Dix, Dorothea
Dix, Dorothea (1802–1887), humanitarian, Union Superintendent of Women Nurses in the Civil War.Born in Hampden, Maine, Dix spent her life as a social activist, dedicated to improving the care and treatment of the insane. Beginning in 1841, she spearheaded the movement to establish asylums—as a social responsibility and financed by public funds—to replace the jails and alms houses in which the mentally impaired were confined. She was responsible, through her remarkable ability to influence people and legislatures, for the founding or enlarging of more than thirty mental hospitals in the United States and abroad.
With the outbreak of the Civil War she offered her services, gratis, to the secretary of war in April 1861. She was given the responsibility “to select and assign women nurses to general and permanent military hospitals.” Two months later, she was named Superintendent of Women Nurses.

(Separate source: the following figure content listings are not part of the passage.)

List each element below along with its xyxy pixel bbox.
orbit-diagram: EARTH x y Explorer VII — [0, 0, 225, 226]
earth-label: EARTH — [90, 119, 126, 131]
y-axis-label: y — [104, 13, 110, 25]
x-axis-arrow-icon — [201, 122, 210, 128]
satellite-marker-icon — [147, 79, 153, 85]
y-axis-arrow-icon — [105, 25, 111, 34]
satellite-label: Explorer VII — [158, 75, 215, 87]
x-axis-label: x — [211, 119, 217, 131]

Dix rented a house in Washington at her own expense, advertised nationally for volunteers, and weeded out those she thought physically or morally unsuitable. She accepted only nurses over thirty years of age and refused to allow Roman Catholic nuns or other religious orders to serve. Independent, autocratic, eccentric, working outside of established lines of authority and assuming powers beyond her responsibility, she antagonized the medical establishment. Military doctors, supported by the U.S. Sanitary Commission, resented her domineering intrusions. Although her authority was reaffirmed by Surgeon General William A. Hammond in July 1862, in October of that year Secretary of War Edwin M. Stanton issued an order that gave the appointment, assignment, and control of nurses to hospital surgeons and medical directors. Dix was left without authority. She continued to work in the hospitals in the Washington area, however, and did not relinquish her title as superintendent until September 1866.
Dix returned to her interest in the insane. In 1881, ill, she accepted an apartment offered to her at the New Jersey State Hospital in Trenton, where she lived until her death.

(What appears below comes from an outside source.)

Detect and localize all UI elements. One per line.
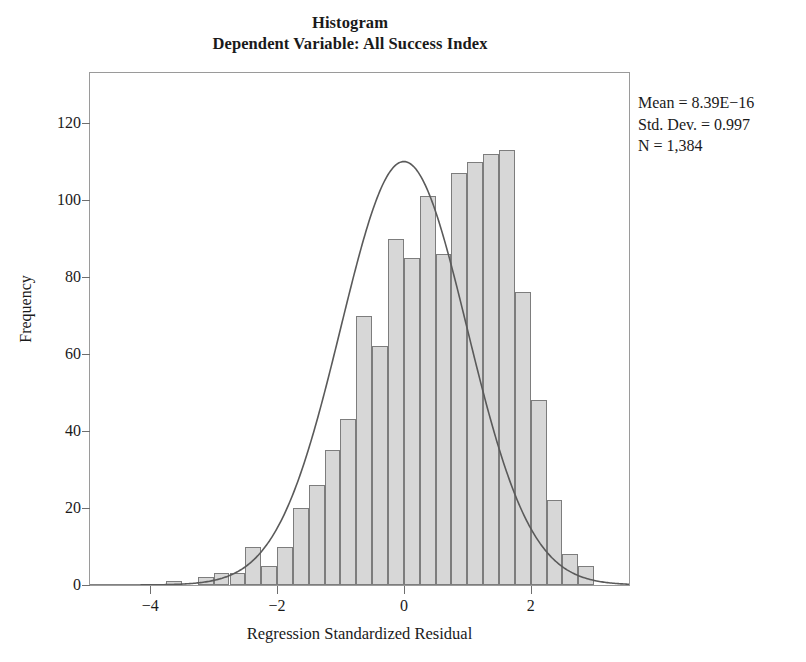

[See also Sanitary Commission, U.S.]
With the outbreak of the Civil War she offered her services, gratis, to the secretary of war in April 1861. She was given the responsibility “to select and assign women nurses to general and permanent military hospitals.” Two months later, she was named Superintendent of Women Nurses.

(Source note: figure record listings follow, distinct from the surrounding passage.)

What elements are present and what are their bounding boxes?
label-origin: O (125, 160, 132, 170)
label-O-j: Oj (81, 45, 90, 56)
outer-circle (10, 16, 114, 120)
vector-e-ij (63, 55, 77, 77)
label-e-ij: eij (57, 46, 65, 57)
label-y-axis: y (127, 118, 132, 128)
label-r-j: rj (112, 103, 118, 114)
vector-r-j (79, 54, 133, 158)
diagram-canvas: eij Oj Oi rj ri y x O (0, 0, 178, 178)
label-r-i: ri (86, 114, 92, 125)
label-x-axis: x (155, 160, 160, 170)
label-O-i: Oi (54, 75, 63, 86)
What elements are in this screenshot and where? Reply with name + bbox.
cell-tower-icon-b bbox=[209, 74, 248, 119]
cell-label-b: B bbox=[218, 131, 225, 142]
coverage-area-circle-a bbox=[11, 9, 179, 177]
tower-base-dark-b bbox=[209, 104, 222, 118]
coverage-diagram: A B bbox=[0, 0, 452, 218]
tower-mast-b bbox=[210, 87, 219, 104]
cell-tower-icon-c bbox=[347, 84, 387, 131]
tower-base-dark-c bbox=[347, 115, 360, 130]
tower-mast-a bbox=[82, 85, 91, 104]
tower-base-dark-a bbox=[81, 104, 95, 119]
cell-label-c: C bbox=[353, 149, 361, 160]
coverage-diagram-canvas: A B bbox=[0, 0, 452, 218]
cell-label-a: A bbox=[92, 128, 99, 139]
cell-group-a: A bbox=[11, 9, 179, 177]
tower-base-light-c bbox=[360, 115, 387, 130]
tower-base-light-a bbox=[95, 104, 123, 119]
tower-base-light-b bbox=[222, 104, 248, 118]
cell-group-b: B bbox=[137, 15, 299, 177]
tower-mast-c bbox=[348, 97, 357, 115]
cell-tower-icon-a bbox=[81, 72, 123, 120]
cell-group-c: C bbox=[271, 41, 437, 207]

Dix rented a house in Washington at her own expense, advertised nationally for volunteers, and weeded out those she thought physically or morally unsuitable. She accepted only nurses over thirty years of age and refused to allow Roman Catholic nuns or other religious orders to serve. Independent, autocratic, eccentric, working outside of established lines of authority and assuming powers beyond her responsibility, she antagonized the medical establishment. Military doctors, supported by the U.S. Sanitary Commission, resented her domineering intrusions. Although her authority was reaffirmed by Surgeon General William A. Hammond in July 1862, in October of that year Secretary of War Edwin M. Stanton issued an order that gave the appointment, assignment, and control of nurses to hospital surgeons and medical directors. Dix was left without authority. She continued to work in the hospitals in the Washington area, however, and did not relinquish her title as superintendent until September 1866.
Dix returned to her interest in the insane. In 1881, ill, she accepted an apartment offered to her at the New Jersey State Hospital in Trenton, where she lived until her death.
[See also Sanitary Commission, U.S.]
Bibliography
Francis Tiffany , Life of Dorothea Lynde Dix, 1890.
David Gollaher , Voice for the Mad: The Life of Dorothea Dix, 1995.